Zaidan had the ability to alter many of the paths that brought Iraq to this point, but he did not. On the contrary, his position helped preserve the existing balance more than correct it. In cases involving the killing of protesters and political assassinations, the judiciary under his leadership did not show enough courage to impose accountability that could convince Iraqis the state could protect its citizens.

The issue is no longer simply who will occupy the premiership, but what kind of state will emerge from this moment.

Corruption cases, confessions, complaints, and public discussion of party economies remained more visible than a judicial track capable of changing the equation. With every case left incomplete or unresolved, the impression deepened that the system not only failed to deliver accountability but also had come to live with its absence as part of its own stability. The judiciary did not impose even a minimum separation between force of arms and electoral legitimacy.

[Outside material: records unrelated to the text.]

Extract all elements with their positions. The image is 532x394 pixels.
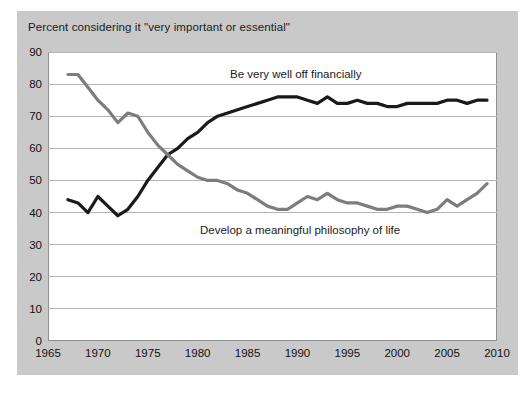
x-axis-tick-label: 2010 xyxy=(484,347,510,359)
x-axis-tick-label: 1985 xyxy=(235,347,261,359)
plot-svg xyxy=(48,52,497,341)
y-axis-tick-label: 20 xyxy=(6,271,42,283)
x-axis-tick-label: 1965 xyxy=(35,347,61,359)
chart-title: Percent considering it "very important o… xyxy=(28,21,290,33)
y-axis-tick-label: 40 xyxy=(6,207,42,219)
y-axis-tick-label: 10 xyxy=(6,303,42,315)
gridlines xyxy=(48,52,497,341)
figure: Percent considering it "very important o… xyxy=(0,0,532,394)
x-axis-tick-label: 1975 xyxy=(135,347,161,359)
x-axis-tick-label: 1980 xyxy=(185,347,211,359)
series-label-develop-a-meaningful-philosophy-of-life: Develop a meaningful philosophy of life xyxy=(200,224,400,236)
y-axis-tick-label: 90 xyxy=(6,46,42,58)
x-axis-tick-label: 2005 xyxy=(434,347,460,359)
y-axis-tick-label: 80 xyxy=(6,78,42,90)
x-axis-tick-label: 2000 xyxy=(384,347,410,359)
y-axis-tick-label: 70 xyxy=(6,110,42,122)
y-axis-tick-label: 60 xyxy=(6,142,42,154)
x-axis-tick-label: 1995 xyxy=(335,347,361,359)
x-axis-tick-label: 1970 xyxy=(85,347,111,359)
series-paths xyxy=(68,74,487,215)
series-label-be-very-well-off-financially: Be very well off financially xyxy=(230,68,361,80)
y-axis-tick-label: 30 xyxy=(6,239,42,251)
series-line-philosophy xyxy=(68,74,487,212)
y-axis-tick-label: 50 xyxy=(6,174,42,186)
x-axis-tick-label: 1990 xyxy=(285,347,311,359)
y-axis-tick-label: 0 xyxy=(6,335,42,347)
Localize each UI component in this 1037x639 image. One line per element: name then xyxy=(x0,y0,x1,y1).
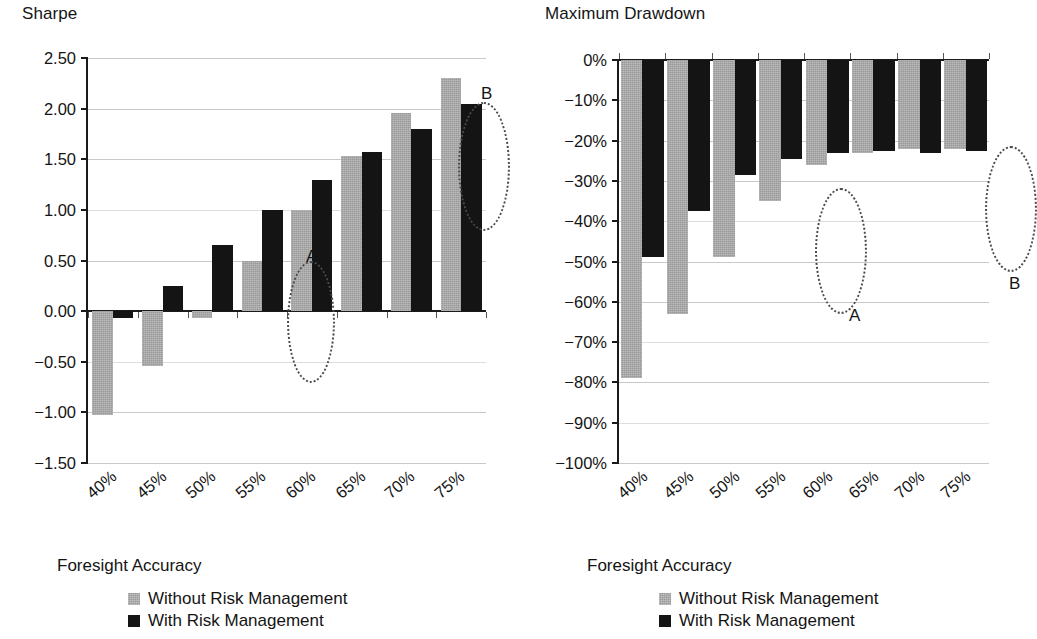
y-axis-line xyxy=(617,60,619,463)
bar[interactable] xyxy=(212,245,232,311)
legend-sharpe: Without Risk Management With Risk Manage… xyxy=(128,588,347,632)
legend-item-without-risk-management[interactable]: Without Risk Management xyxy=(659,588,878,610)
bar[interactable] xyxy=(621,60,643,378)
y-axis-line xyxy=(86,58,88,463)
y-axis-tick-label: 1.50 xyxy=(20,151,76,168)
x-axis-tick xyxy=(850,53,851,59)
bar[interactable] xyxy=(142,311,162,366)
bar[interactable] xyxy=(667,60,689,314)
gridline xyxy=(619,342,989,343)
x-axis-tick-label: 60% xyxy=(282,468,318,502)
y-axis-tick-label: −1.00 xyxy=(20,404,76,421)
x-axis-tick xyxy=(619,53,620,59)
y-axis-tick-label: −30% xyxy=(541,173,607,190)
bar[interactable] xyxy=(312,180,332,312)
bar[interactable] xyxy=(781,60,803,159)
legend-max-drawdown: Without Risk Management With Risk Manage… xyxy=(659,588,878,632)
bar[interactable] xyxy=(411,129,431,311)
y-axis-tick-label: 0.50 xyxy=(20,253,76,270)
bar[interactable] xyxy=(262,210,282,311)
bar[interactable] xyxy=(873,60,895,151)
annotation-label-b: B xyxy=(1009,275,1020,292)
x-axis-tick xyxy=(88,312,89,318)
x-axis-tick-label: 55% xyxy=(753,468,789,502)
x-axis-tick xyxy=(758,53,759,59)
y-axis-tick-label: 0.00 xyxy=(20,303,76,320)
bar[interactable] xyxy=(852,60,874,153)
bar[interactable] xyxy=(92,311,112,415)
x-axis-tick-label: 70% xyxy=(382,468,418,502)
gridline xyxy=(619,463,989,464)
annotation-label-b: B xyxy=(481,85,492,102)
legend-label: Without Risk Management xyxy=(148,589,347,609)
y-axis-tick-label: −50% xyxy=(541,254,607,271)
y-axis-tick-label: −1.50 xyxy=(20,455,76,472)
bar[interactable] xyxy=(242,261,262,312)
x-axis-tick-label: 65% xyxy=(332,468,368,502)
x-axis-tick-label: 75% xyxy=(938,468,974,502)
bar[interactable] xyxy=(391,113,411,311)
bar[interactable] xyxy=(341,156,361,311)
x-axis-tick-label: 65% xyxy=(845,468,881,502)
y-axis-tick-label: −90% xyxy=(541,415,607,432)
x-axis-tick-label: 45% xyxy=(660,468,696,502)
x-axis-tick xyxy=(943,53,944,59)
x-axis-tick-label: 75% xyxy=(432,468,468,502)
y-axis-tick-label: 2.50 xyxy=(20,50,76,67)
annotation-label-a: A xyxy=(306,248,317,265)
bar[interactable] xyxy=(192,311,212,318)
bar[interactable] xyxy=(944,60,966,149)
annotation-ellipse-b xyxy=(985,146,1037,272)
gridline xyxy=(619,382,989,383)
bar[interactable] xyxy=(163,286,183,311)
chart-title-sharpe: Sharpe xyxy=(22,4,77,24)
y-axis-tick-label: −40% xyxy=(541,213,607,230)
gridline xyxy=(88,463,486,464)
x-axis-tick xyxy=(237,312,238,318)
annotation-ellipse-a xyxy=(815,188,867,314)
legend-swatch-black-icon xyxy=(128,615,140,627)
x-axis-tick-label: 70% xyxy=(891,468,927,502)
plot-area-max-drawdown: 0%−10%−20%−30%−40%−50%−60%−70%−80%−90%−1… xyxy=(619,60,989,463)
gridline xyxy=(88,412,486,413)
bar[interactable] xyxy=(966,60,988,151)
y-axis-tick-label: −100% xyxy=(541,455,607,472)
x-axis-label-max-drawdown: Foresight Accuracy xyxy=(587,556,732,576)
bar[interactable] xyxy=(827,60,849,153)
x-axis-tick-label: 60% xyxy=(799,468,835,502)
legend-item-without-risk-management[interactable]: Without Risk Management xyxy=(128,588,347,610)
gridline xyxy=(619,423,989,424)
gridline xyxy=(88,109,486,110)
bar[interactable] xyxy=(759,60,781,201)
legend-swatch-gray-icon xyxy=(128,593,140,605)
bar[interactable] xyxy=(735,60,757,175)
bar[interactable] xyxy=(688,60,710,211)
x-axis-tick-label: 50% xyxy=(706,468,742,502)
x-axis-tick-label: 40% xyxy=(614,468,650,502)
x-axis-label-sharpe: Foresight Accuracy xyxy=(57,556,202,576)
x-axis-tick xyxy=(486,312,487,318)
bar[interactable] xyxy=(806,60,828,165)
bar[interactable] xyxy=(362,152,382,311)
x-axis-tick xyxy=(138,312,139,318)
legend-swatch-gray-icon xyxy=(659,593,671,605)
y-axis-tick-label: −70% xyxy=(541,334,607,351)
bar[interactable] xyxy=(113,311,133,318)
bar[interactable] xyxy=(898,60,920,149)
x-axis-tick xyxy=(665,53,666,59)
bar[interactable] xyxy=(920,60,942,153)
bar[interactable] xyxy=(441,78,461,311)
x-axis-tick xyxy=(897,53,898,59)
y-axis-tick-label: 0% xyxy=(541,52,607,69)
legend-item-with-risk-management[interactable]: With Risk Management xyxy=(659,610,878,632)
bar[interactable] xyxy=(642,60,664,257)
bar[interactable] xyxy=(461,104,481,312)
x-axis-tick xyxy=(804,53,805,59)
x-axis-tick-label: 45% xyxy=(133,468,169,502)
y-axis-tick-label: 2.00 xyxy=(20,101,76,118)
bar[interactable] xyxy=(713,60,735,257)
legend-item-with-risk-management[interactable]: With Risk Management xyxy=(128,610,347,632)
x-axis-tick xyxy=(387,312,388,318)
x-axis-tick xyxy=(712,53,713,59)
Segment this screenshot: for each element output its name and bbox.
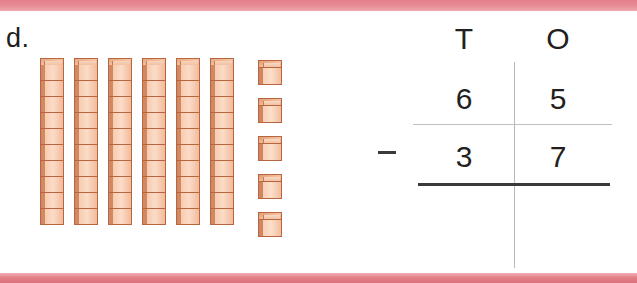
rod-unit-segment <box>176 145 200 161</box>
rod-unit-segment <box>108 193 132 209</box>
column-header-ones: O <box>538 24 578 54</box>
rod-unit-face <box>109 161 131 176</box>
tens-rod <box>142 58 166 227</box>
rod-unit-face <box>177 177 199 192</box>
rod-unit-face <box>143 113 165 128</box>
unit-cube <box>258 136 282 161</box>
rod-unit-segment <box>74 65 98 81</box>
unit-cube <box>258 60 282 85</box>
rod-unit-segment <box>176 193 200 209</box>
rod-unit-segment <box>108 161 132 177</box>
rod-unit-face <box>41 209 63 224</box>
rod-unit-segment <box>142 81 166 97</box>
subtrahend-ones-digit: 7 <box>538 142 578 172</box>
rod-unit-segment <box>40 193 64 209</box>
rod-unit-face <box>177 81 199 96</box>
rod-unit-segment <box>210 113 234 129</box>
rod-unit-segment <box>210 193 234 209</box>
cube-front-face <box>258 143 282 161</box>
rod-unit-face <box>41 81 63 96</box>
rod-unit-segment <box>176 209 200 225</box>
rod-unit-face <box>143 81 165 96</box>
rod-top-face <box>210 58 234 67</box>
rod-unit-face <box>143 161 165 176</box>
rod-top-face <box>40 58 64 67</box>
rod-unit-face <box>177 97 199 112</box>
answer-rule <box>418 183 610 186</box>
rod-unit-segment <box>74 161 98 177</box>
rod-unit-segment <box>108 65 132 81</box>
rod-unit-face <box>75 193 97 208</box>
tens-rod <box>210 58 234 227</box>
rod-unit-segment <box>210 161 234 177</box>
rod-unit-segment <box>176 161 200 177</box>
rod-unit-face <box>143 129 165 144</box>
rod-unit-segment <box>210 209 234 225</box>
rod-top-face <box>74 58 98 67</box>
rod-unit-face <box>41 129 63 144</box>
rod-unit-face <box>75 209 97 224</box>
rod-unit-segment <box>40 145 64 161</box>
rod-unit-face <box>211 113 233 128</box>
column-divider-line <box>514 62 515 268</box>
rod-unit-face <box>75 177 97 192</box>
rod-unit-segment <box>74 113 98 129</box>
cube-front-face <box>258 181 282 199</box>
rod-unit-segment <box>74 129 98 145</box>
minuend-tens-digit: 6 <box>444 84 484 114</box>
rod-unit-face <box>143 97 165 112</box>
rod-unit-segment <box>40 129 64 145</box>
rod-unit-face <box>177 145 199 160</box>
rod-unit-segment <box>210 129 234 145</box>
rod-unit-face <box>211 193 233 208</box>
rod-unit-face <box>211 81 233 96</box>
rod-unit-segment <box>210 145 234 161</box>
rod-unit-face <box>109 145 131 160</box>
rod-top-face <box>108 58 132 67</box>
rod-unit-segment <box>108 97 132 113</box>
rod-unit-face <box>211 65 233 80</box>
rod-unit-face <box>177 161 199 176</box>
rod-unit-segment <box>108 81 132 97</box>
rod-unit-face <box>41 97 63 112</box>
rod-unit-face <box>75 81 97 96</box>
rod-unit-face <box>211 161 233 176</box>
rod-unit-segment <box>176 129 200 145</box>
rod-unit-face <box>109 65 131 80</box>
tens-rod <box>176 58 200 227</box>
rod-unit-segment <box>108 129 132 145</box>
rod-unit-face <box>177 129 199 144</box>
rod-unit-face <box>143 193 165 208</box>
rod-unit-segment <box>74 193 98 209</box>
tens-rod <box>40 58 64 227</box>
tens-rod <box>74 58 98 227</box>
rod-unit-face <box>177 65 199 80</box>
rod-unit-segment <box>40 97 64 113</box>
base-ten-blocks-group <box>0 0 330 283</box>
rod-unit-face <box>109 177 131 192</box>
unit-cube <box>258 174 282 199</box>
rod-unit-face <box>41 193 63 208</box>
row-separator-rule <box>413 124 612 125</box>
rod-unit-face <box>75 129 97 144</box>
rod-unit-face <box>211 177 233 192</box>
rod-unit-segment <box>74 209 98 225</box>
cube-front-face <box>258 105 282 123</box>
rod-unit-segment <box>142 129 166 145</box>
tens-rod <box>108 58 132 227</box>
rod-unit-segment <box>40 177 64 193</box>
rod-top-face <box>142 58 166 67</box>
rod-unit-face <box>41 113 63 128</box>
rod-unit-segment <box>210 65 234 81</box>
rod-unit-segment <box>142 177 166 193</box>
minuend-ones-digit: 5 <box>538 84 578 114</box>
rod-unit-face <box>143 209 165 224</box>
rod-unit-segment <box>74 81 98 97</box>
rod-unit-segment <box>74 97 98 113</box>
rod-unit-face <box>41 177 63 192</box>
rod-unit-segment <box>40 161 64 177</box>
cube-front-face <box>258 219 282 237</box>
worksheet-page: d. T O 6 5 3 7 <box>0 0 637 283</box>
subtrahend-tens-digit: 3 <box>444 142 484 172</box>
rod-unit-face <box>177 209 199 224</box>
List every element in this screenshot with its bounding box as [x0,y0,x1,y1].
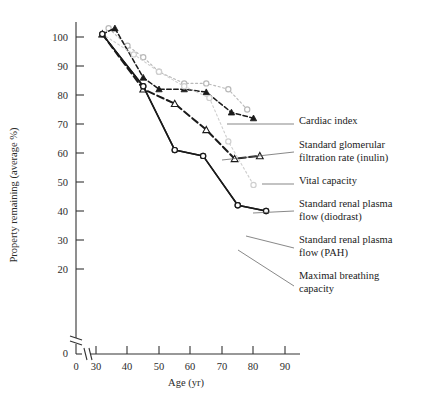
x-tick-label-40: 40 [122,361,133,372]
y-tick-label-90: 90 [58,61,69,72]
annotation-label-maximal-breathing-capacity: Maximal breathing [299,270,380,281]
data-point-marker [140,74,146,80]
data-point-marker [245,107,250,112]
series-line [102,28,253,118]
x-axis-ticks [96,346,285,354]
x-axis: 0 30 40 50 60 70 80 90 Age (yr) [73,346,300,389]
annotation-label-standard-glomerular-filtration-rate-inulin: Standard glomerular [299,139,386,150]
y-tick-label-0: 0 [63,348,68,359]
data-point-marker [235,203,240,208]
y-tick-label-60: 60 [58,148,69,159]
annotation-label-maximal-breathing-capacity: capacity [299,283,335,294]
leader-max-breathing [238,250,294,286]
chart-container: 100 90 80 70 60 50 40 30 20 0 Property r… [0,0,444,397]
y-tick-label-80: 80 [58,90,69,101]
y-tick-label-100: 100 [52,32,68,43]
x-axis-title: Age (yr) [168,377,204,389]
x-tick-label-30: 30 [91,361,102,372]
y-tick-label-50: 50 [58,177,69,188]
annotation-label-vital-capacity: Vital capacity [299,175,358,186]
y-axis-title: Property remaining (average %) [8,127,20,262]
series-standard-renal-plasma-flow-pah [100,31,269,213]
data-point-marker [182,84,187,89]
leader-rpf-diodrast [253,211,294,213]
data-point-marker [172,148,177,153]
series-standard-renal-plasma-flow-diodrast [100,31,256,187]
annotation-label-cardiac-index: Cardiac index [299,115,358,126]
y-tick-label-70: 70 [58,119,69,130]
annotation-label-standard-glomerular-filtration-rate-inulin: filtration rate (inulin) [299,152,389,164]
x-tick-label-60: 60 [185,361,196,372]
line-chart-svg: 100 90 80 70 60 50 40 30 20 0 Property r… [0,0,444,397]
annotation-labels: Cardiac indexStandard glomerularfiltrati… [299,115,393,294]
data-point-marker [226,87,231,92]
data-point-marker [226,139,231,144]
data-point-marker [201,153,206,158]
leader-rpf-pah [246,236,294,248]
y-axis-ticks [76,37,84,269]
data-point-marker [251,182,256,187]
y-tick-label-20: 20 [58,264,69,275]
x-axis-break-mark-1 [84,348,87,360]
x-tick-label-50: 50 [154,361,165,372]
y-axis: 100 90 80 70 60 50 40 30 20 0 Property r… [8,22,84,359]
x-tick-label-80: 80 [248,361,259,372]
data-point-marker [112,25,118,31]
data-point-marker [228,109,234,115]
series-vital-capacity [99,31,263,162]
data-series-layer [99,25,269,213]
data-point-marker [207,95,212,100]
series-line [102,34,266,211]
annotation-label-standard-renal-plasma-flow-pah: flow (PAH) [299,247,348,259]
data-point-marker [141,84,146,89]
series-line [102,34,266,211]
data-point-marker [131,52,136,57]
data-point-marker [204,81,209,86]
annotation-label-standard-renal-plasma-flow-diodrast: Standard renal plasma [299,198,393,209]
x-tick-label-0: 0 [73,361,78,372]
y-tick-label-40: 40 [58,206,69,217]
series-maximal-breathing-capacity [100,31,269,213]
data-point-marker [156,69,161,74]
data-point-marker [264,208,269,213]
series-line [102,34,253,185]
x-tick-label-90: 90 [280,361,291,372]
annotation-label-standard-renal-plasma-flow-diodrast: flow (diodrast) [299,211,362,223]
data-point-marker [100,31,105,36]
y-tick-label-30: 30 [58,235,69,246]
series-line [102,34,259,159]
annotation-label-standard-renal-plasma-flow-pah: Standard renal plasma [299,234,393,245]
x-tick-label-70: 70 [217,361,228,372]
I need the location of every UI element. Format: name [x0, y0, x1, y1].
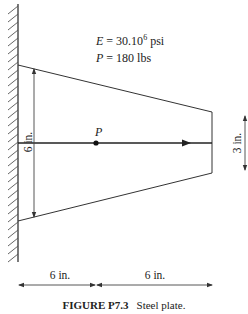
- load-arrow-icon: [182, 140, 191, 147]
- span-1-label: 6 in.: [50, 269, 71, 281]
- modulus-label: E = 30.106 psi: [95, 33, 165, 48]
- load-magnitude-label: P = 180 lbs: [95, 51, 151, 65]
- load-point-icon: [93, 140, 98, 145]
- figure-caption: FIGURE P7.3Steel plate.: [63, 299, 186, 311]
- steel-plate-diagram: P 6 in. 3 in. 6 in. 6 in. E = 30.106 psi…: [0, 0, 248, 314]
- load-label: P: [94, 125, 103, 139]
- fixed-wall: [8, 4, 18, 262]
- modulus-value: = 30.10: [103, 34, 143, 48]
- load-value: = 180 lbs: [103, 51, 151, 65]
- right-height-label: 3 in.: [231, 133, 243, 154]
- figure-title: Steel plate.: [137, 299, 186, 311]
- left-height-label: 6 in.: [22, 132, 34, 153]
- modulus-unit: psi: [147, 34, 165, 48]
- load-axis: [18, 140, 212, 147]
- figure-number: FIGURE P7.3: [63, 299, 130, 311]
- span-2-label: 6 in.: [145, 269, 166, 281]
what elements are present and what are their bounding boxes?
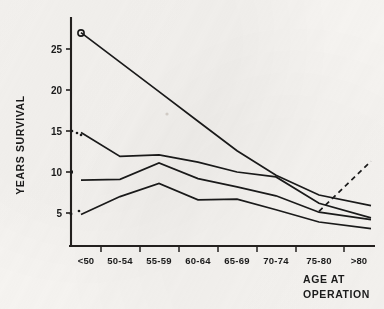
x-tick-label-7: >80 (351, 255, 368, 266)
marker-dot-curve-2-c (80, 134, 83, 137)
x-tick-label-4: 65-69 (224, 255, 249, 266)
x-axis-title-line1: AGE AT (303, 273, 345, 285)
x-tick-label-0: <50 (78, 255, 95, 266)
x-tick-label-5: 70-74 (263, 255, 289, 266)
x-tick-label-3: 60-64 (185, 255, 211, 266)
x-tick-label-2: 55-59 (146, 255, 171, 266)
line-chart-canvas: 5 10 15 20 25 YEARS SURVIVAL <50 50-54 5… (0, 0, 384, 309)
x-tick-label-6: 75-80 (306, 255, 331, 266)
marker-dot-curve-2-a (71, 130, 74, 133)
marker-square-curve-3 (70, 171, 73, 174)
marker-dot-curve-4-b (78, 210, 81, 213)
x-axis-title-line2: OPERATION (303, 288, 370, 300)
y-axis-title: YEARS SURVIVAL (14, 95, 26, 195)
y-tick-label-25: 25 (51, 44, 63, 55)
marker-dot-curve-4-a (70, 213, 73, 216)
x-tick-label-1: 50-54 (107, 255, 133, 266)
chart-figure: 5 10 15 20 25 YEARS SURVIVAL <50 50-54 5… (0, 0, 384, 309)
marker-dot-curve-2-b (76, 132, 79, 135)
y-tick-label-15: 15 (51, 126, 63, 137)
scan-speck (165, 112, 168, 115)
y-tick-label-10: 10 (51, 167, 63, 178)
y-tick-label-20: 20 (51, 85, 63, 96)
y-tick-label-5: 5 (56, 208, 62, 219)
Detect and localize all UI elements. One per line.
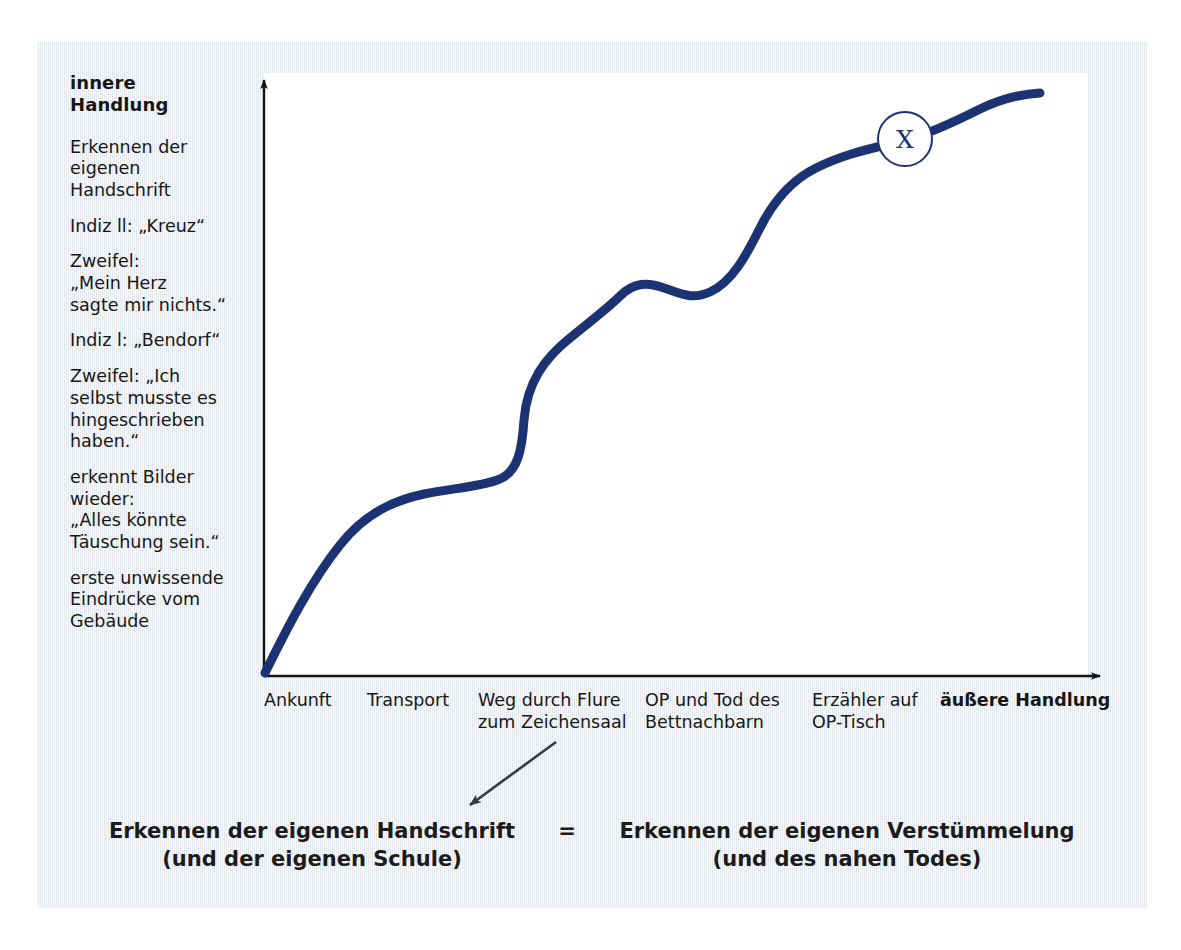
y-label-erste-eindruecke: erste unwissende Eindrücke vom Gebäude <box>70 568 252 633</box>
y-label-zweifel-mein-herz: Zweifel: „Mein Herz sagte mir nichts.“ <box>70 251 252 316</box>
caption-equals-sign: = <box>522 818 612 846</box>
y-label-indiz-1-bendorf: Indiz l: „Bendorf“ <box>70 330 252 352</box>
y-axis-label-column: innere Handlung Erkennen der eigenen Han… <box>70 72 252 647</box>
y-axis-title: innere Handlung <box>70 72 252 117</box>
x-label-erzaehler-auf-op-tisch: Erzähler auf OP-Tisch <box>812 690 918 733</box>
x-label-op-und-tod: OP und Tod des Bettnachbarn <box>645 690 780 733</box>
caption-right-text: Erkennen der eigenen Verstümmelung (und … <box>612 818 1082 873</box>
marker-x-label: X <box>896 127 914 152</box>
marker-x-circle: X <box>877 111 933 167</box>
bottom-caption: Erkennen der eigenen Handschrift (und de… <box>37 818 1147 873</box>
y-label-zweifel-ich-selbst: Zweifel: „Ich selbst musste es hingeschr… <box>70 366 252 453</box>
y-label-indiz-2-kreuz: Indiz ll: „Kreuz“ <box>70 216 252 238</box>
y-label-erkennt-bilder-wieder: erkennt Bilder wieder: „Alles könnte Täu… <box>70 467 252 554</box>
caption-left-text: Erkennen der eigenen Handschrift (und de… <box>102 818 522 873</box>
y-label-erkennen-handschrift: Erkennen der eigenen Handschrift <box>70 137 252 202</box>
plot-canvas <box>264 73 1088 677</box>
x-label-ankunft: Ankunft <box>264 690 332 712</box>
x-label-transport: Transport <box>367 690 449 712</box>
x-axis-title: äußere Handlung <box>940 690 1110 712</box>
x-label-weg-durch-flure: Weg durch Flure zum Zeichensaal <box>478 690 627 733</box>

With stalemate and declining public patience in the system, Zaidan no longer has much room to maneuver. The stage when he could postpone the decision or settle for managing the old balance likely has ended. The decisions he now makes will go beyond negotiations over the premiership.

The issue is no longer simply who will occupy the premiership, but what kind of state will emerge from this moment. Will Iraq remain governed by the same formula that has blurred the lines between armed power, politics, judicial influence, and external balancing? Or will there be an attempt to restore institutional boundaries and functions?

This moment may still offer Zaidan a chance to prove he can do more than manage the old balance. It is a defining moment in his own history and in Iraq’s, because it places in him direct responsibility to address economic and political dangers threatening the country.

The U.S. Treasury’s decision to withhold access to Iraq’s dollar accounts affirms that there is no more patience for delays or half-measures. The choice is increasingly clear: Zaidan can facilitate change or he will allow the country to slide toward collapse.

Ali Mahmoud Alabraz is an Iraqi journalist and researcher focusing on armed groups in Iraq and the Middle East. His work analyzes their dynamics and how they shape state authority, institutions, and society.